Some Lost Soul
This
train
blows the
same heavy
blue notes in the cool,
rainy dark as it does in the
sun-shiny day at each town along its route, then moves
on down the line to the next, leaving barking
dogs and tree frogs in its wake. A big rig
lets loose with a couple of quick blasts as it passes
right over the train, on the high-
way over-pass, on
its way out
of town.
The
rain
dies
down
to a
slow drip, and
then, from way across
the wet wormy dark – some lost soul
is practicing A Love Supreme on a saxophone.
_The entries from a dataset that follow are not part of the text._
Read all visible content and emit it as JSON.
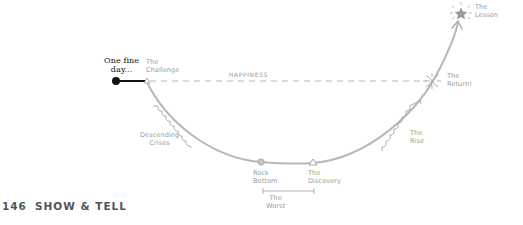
{
  "diagram": {
    "type": "story-arc",
    "top_clipped_text": "",
    "start_label": "One fine\nday...",
    "labels": {
      "challenge": "The\nChallenge",
      "happiness": "HAPPINESS",
      "descending_crises": "Descending\nCrises",
      "rock_bottom": "Rock\nBottom",
      "discovery": "The\nDiscovery",
      "the_worst": "The\nWorst",
      "the_rise": "The\nRise",
      "the_return": "The\nReturn!",
      "the_lesson": "The\nLesson"
    },
    "colors": {
      "curve": "#b5b5b5",
      "start_segment": "#111111",
      "dashed_line": "#b5b5b5",
      "label": "#9a9a9a",
      "footer": "#555555"
    },
    "points": {
      "start_dot": [
        116,
        81
      ],
      "challenge": [
        147,
        81
      ],
      "rock_bottom": [
        261,
        162
      ],
      "discovery": [
        313,
        163
      ],
      "return": [
        432,
        81
      ],
      "lesson": [
        461,
        13
      ]
    }
  },
  "footer": {
    "page_number": "146",
    "section_title": "SHOW & TELL"
  }
}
The Great American After Hours Interzone
The
wind’s
tide is
rushing back
in at us again
from a sunset that looks like the
next county is on fire, through a forest of leafless
trees, cracking and rattling all of its limbs, branches
and twigs together until the surf
finally breaks over us, nearly overwhelming
and dragging us back out with it past the Rubicon
of no return that surely lies
just past the pink / gold fire-line of the horizon,
where highway phantoms will continue
to hiss and roar out there in the dark, now and then, criss-
crossing the Great American
After-Hours Inter-
Zone, long through
the night,
past
dawn,
in-
to
the next
day, maybe,
until they’re either
called home or finally break free.
ABOUT THE ARTIST
Jason Ryberg is the author of twenty-two books of poetry, six screenplays, a few short stories, a box full of folders, notebooks and scraps of paper that could one day be (loosely) construed as a novel, and countless love letters (never sent). He is currently an artist-in-residence at both The Prospero Institute of Disquieted P/o/e/t/i/c/s and the Osage Arts Community, and is an editor and designer at Spartan Books. His work has appeared in As it Ought to Be, Up the Staircase Quarterly, Thimble Literary Magazine, I-70 Review, Main Street Rag, The Arkansas Review and various other journals andanthologies. His latest collection of poems is “Bullet Holes in the Mailbox (Cigarette Burns in the Sheets) (Back of the Class Press, 2024).” He lives part-time in Kansas City, MO with a rooster named Little Red and a Billy-goat named Giuseppe, and part-time somewhere in the Ozarks, near the Gasconade River, where there are also many strange and wonderful woodland critters.